Blue Tetra Care Guide
A Complete Care Guide for Boehlkea fredcochui

Introduction
Boehlkea fredcochui, the blue tetra (also called the Cochu's blue tetra), is a small, vivid tetra from Peru. Their slender, elongated body displays an electric blue lateral stripe on a silver body, with blue-tinted fins in males. Under good lighting, the iridescent blue stripe has an intensity that rivals much larger fish.
Native to the Peruvian Amazon, particularly the Ucayali and Maranon river systems, blue tetras inhabit soft, slightly acidic, tannin-influenced rivers with abundant vegetation.
Blue tetra care is easy to moderate. They are slightly nippy in large schools -- primarily toward long-finned, slow-moving fish -- so tank mate selection requires care. With appropriate companions, they are attractive, active schooling fish.
Basic Overview
Common Misconceptions
"They are safe with bettas and angelfish." Blue tetras are moderately nippy toward slow-moving, long-finned fish. They should not be kept with bettas, long-finned angelfish, or other vulnerable species. Robust, active tank mates of similar size are appropriate.
"A school of 4 is adequate." Smaller groups are bolder and more likely to nip. Groups of 8 or more distribute fin-nipping behavior within the school and produce calmer, more natural schooling.
"Hard water is fine." Blue tetras display the most vivid iridescent stripe in soft, slightly acidic conditions. Hard water reduces color intensity.
Recommended Setup
- 20+ gallon tank for a school of 8
- Soft, slightly acidic water
- Planted setup with open swimming space
- Dark substrate to enhance blue stripe visibility
- Moderate flow
- Tank mates: robust active fish, not slow-finned species
Diet
Blue tetras are omnivores that accept most standard small aquarium foods:
- High-quality small flake or micro pellets
- Frozen baby brine shrimp
- Frozen daphnia
- Frozen bloodworms
Feed twice daily in small amounts. A varied diet with frozen protein foods maintains the most vivid blue stripe intensity.
Personality
Blue tetras are lively, assertive schooling fish with a confident energy that exceeds many other small tetras. Their electric blue lateral stripe under good lighting is genuinely striking -- a school of 12 or more moving through a planted tank creates a vivid, shimmering display.
Their moderate nipping tendency is manageable with appropriate tank mates. With active, robust companions (large rasboras, similarly sized danios, medium barbs), they channel their energy into schooling behavior rather than harassment.

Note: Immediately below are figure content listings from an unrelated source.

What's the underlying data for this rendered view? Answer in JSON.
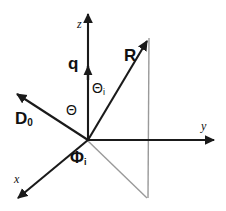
{
  "figure": {
    "kind": "3d-coordinate-geometry-diagram",
    "background_color": "#ffffff",
    "stroke_color": "#1a1a1a",
    "projection_color": "#999999"
  },
  "axes": {
    "z": {
      "label": "z",
      "origin": [
        88,
        140
      ],
      "tip": [
        88,
        10
      ]
    },
    "y": {
      "label": "y",
      "origin": [
        88,
        140
      ],
      "tip": [
        218,
        140
      ]
    },
    "x": {
      "label": "x",
      "origin": [
        88,
        140
      ],
      "tip": [
        16,
        200
      ]
    }
  },
  "vectors": {
    "q": {
      "label": "q",
      "subscript": "",
      "origin": [
        88,
        140
      ],
      "tip": [
        88,
        68
      ]
    },
    "R": {
      "label": "R",
      "subscript": "",
      "origin": [
        88,
        140
      ],
      "tip": [
        150,
        37
      ]
    },
    "D0": {
      "label": "D",
      "subscript": "0",
      "origin": [
        88,
        140
      ],
      "tip": [
        14,
        92
      ]
    }
  },
  "angles": {
    "theta": {
      "label": "Θ",
      "subscript": ""
    },
    "theta_i": {
      "label": "Θ",
      "subscript": "i"
    },
    "phi_i": {
      "label": "Φ",
      "subscript": "i"
    }
  },
  "projection": {
    "foot": [
      147,
      198
    ],
    "vertical_top": [
      149,
      38
    ]
  }
}
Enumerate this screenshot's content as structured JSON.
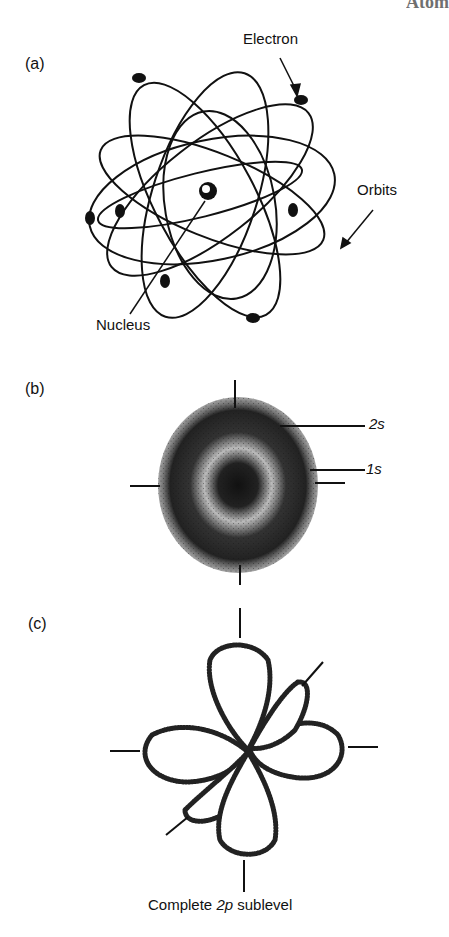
{
  "figure": {
    "corner_fragment": "Atom",
    "panels": [
      {
        "id": "a",
        "label": "(a)",
        "title": "Bohr orbit model",
        "annotations": {
          "electron": "Electron",
          "orbits": "Orbits",
          "nucleus": "Nucleus"
        }
      },
      {
        "id": "b",
        "label": "(b)",
        "title": "s orbital electron clouds",
        "annotations": {
          "outer": "2s",
          "inner": "1s"
        }
      },
      {
        "id": "c",
        "label": "(c)",
        "title": "p orbital lobes",
        "caption_prefix": "Complete ",
        "caption_italic": "2p",
        "caption_suffix": " sublevel"
      }
    ]
  }
}
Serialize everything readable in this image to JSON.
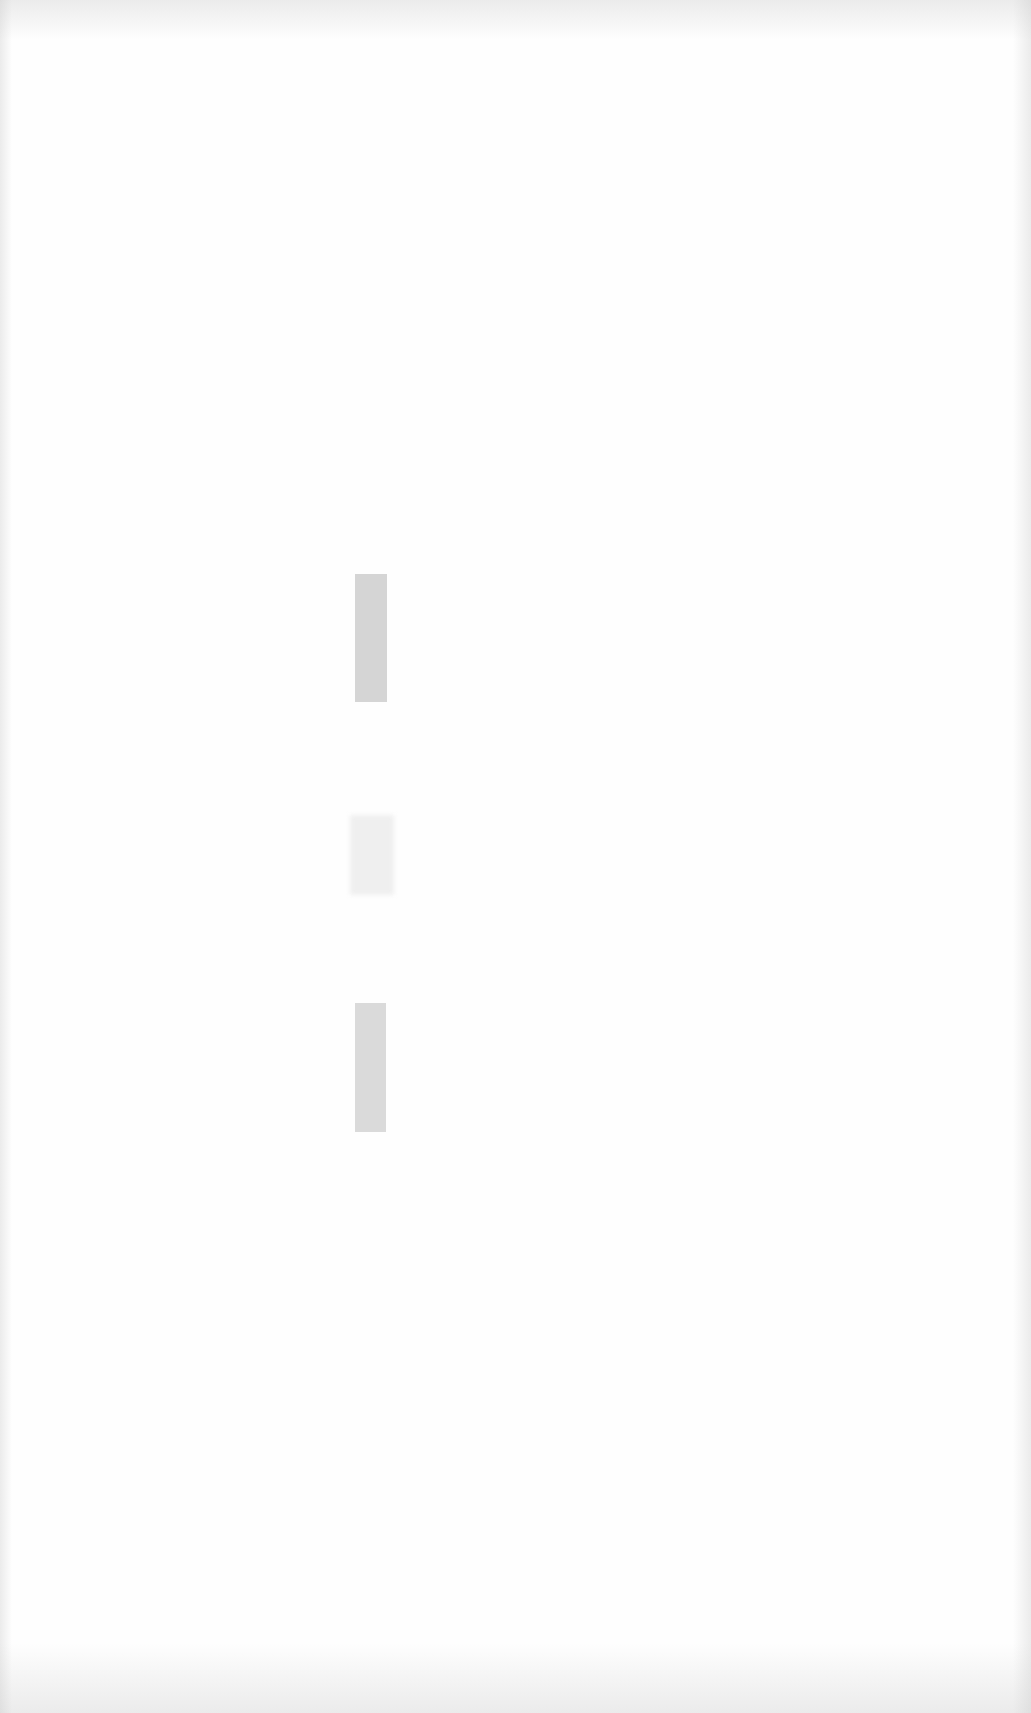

A densely planted 30-gallon tank with a school of 15 blue tetras and compatible dither fish, with warm-spectrum lighting, showcases their iridescent blue to excellent effect.
Water Parameters
Blue tetras come from the soft, acidic rivers of the Peruvian Amazon:
- pH: 5.5-7.0
- Hardness (gH): 2-10 dGH
- Temperature: 72-79 degrees F
- Ammonia and Nitrite: 0 ppm
- Nitrate: below 20 ppm
Here are some top tips to deal with unwanted parameters:
- Soft, slightly acidic water produces the most vivid blue lateral stripe.
- Tannins from driftwood or Indian almond leaves replicate their natural blackwater habitat.
- Gentle to moderate flow.
- Weekly 25% water changes maintain good conditions.